In considering the question of what makes a country a country international law is an important starting place. International law is clear on the rights and duties, privileges and responsibilities of States. However, the birth and origins of States is somewhat less certain in international law. The death or demise of a State is not dealt with by international law. The acceptance of new states into the international community is effected mainly by means of recognition on the part of existing states. Tis process is obviously influenced by political considerations; but certain objective factual criteria for statehood have developed and been adopted to guide the decision to whether recognise a group claiming statehood. The traditional criteria for statehood are contained in the Montevideo Convention of 1933. It states: “The state of a person of international law should possess the following qualifications: (a) a permanent population; (b) a defined territory; (c) government; and (d) capacity to enter into relations with other states.”

Now, recognition of a new emerging state can be either unilateral or collective. Most times recognition occurs unilaterally when one state recognises the existence of another new state. There are two schools of thought as to the purpose or consequence of recognition. The one is called the constitutive school and the other the declaratory school. The declaratory school is better from a legal point of view. It says that an entity becomes a state when it meets the factual requirements of statehood, and all that recognition does is acknowledge (declares) as a fact something that was hitherto uncertain.

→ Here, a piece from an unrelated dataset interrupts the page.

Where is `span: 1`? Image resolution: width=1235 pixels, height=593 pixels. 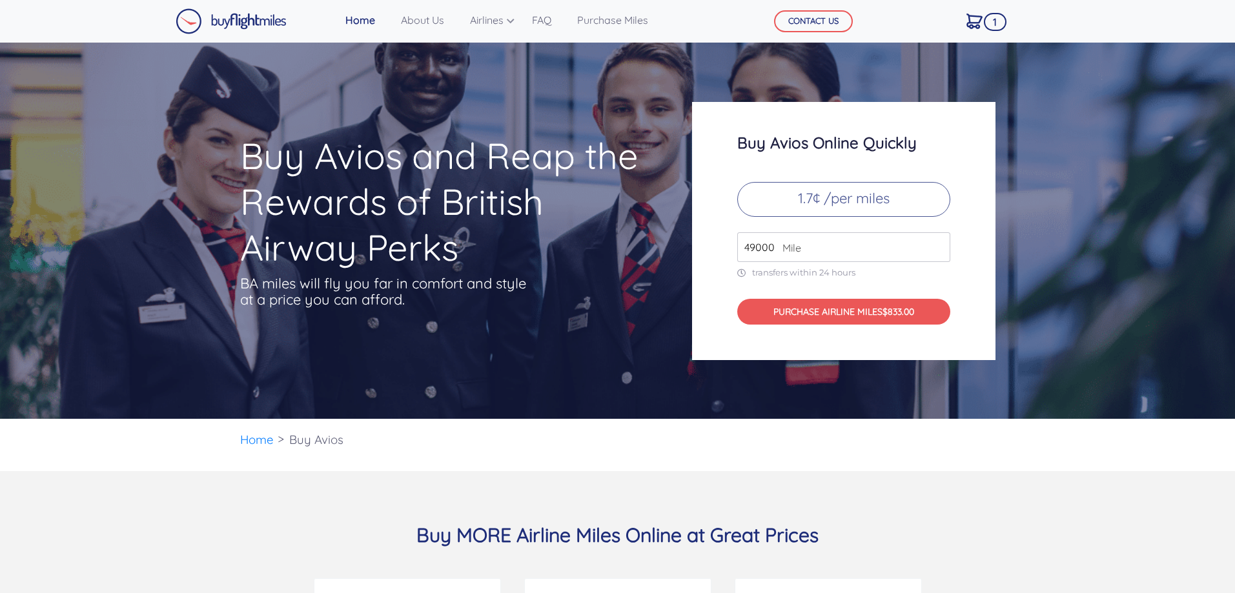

On the other hand, according to the constitutive school recognition of the claimant state creates statehood. So, in the controversial Palestinian situation, about 138 states recognise Palestine as a State, but is not so recognised by some 50 other states. Is it a state only for those that recognise it, and not for others? That is a most undesirable situation. A preferable position would be for an independent non-political body made up of experts to determine claims of statehood on the basis of the objective factual criteria set out in the Montevideo Convention. Of course, the experts must not be compromised by perceptions of bias or other political issues.

Many interesting and tough legal questions arise in the context of secession of and the recognition of states. For example, how exactly are each of the four Montevideo criteria to be evaluated? So, on the issue of permanent population no minimum population size is required. More than 50 states have populations of less than one million. Tuvalu and Nauru, both independent sovereign states which enjoy a full vote in the UN General Assembly because they are member States, have less than 15 000 inhabitants each. Compare that to India which also has one vote, but has a population of 1.3 billion. Microstates are now accepted as full individual sovereign members of the international community.

The only thing that is certain is that just as the political map of the world has shifted radically and many times over the centuries, so it will change again and again in the future. Bearing in mind the increasingly interdependent world we humans inhabit the real question is what makes sense and is sustainable. Climate change, global pandemics (such as COVID-19), mass migration of humans, international terrorism and other criminality, space exploration and rapidly growing technology and interconnectedness require and demand that a globally integrated response and approach to governance of these issues.

The key challenge that will arise is how the nation state fits in to this global approach. And linked to that challenge is the tough issue of which groups claiming to be independent countries deserve recognition and statehood.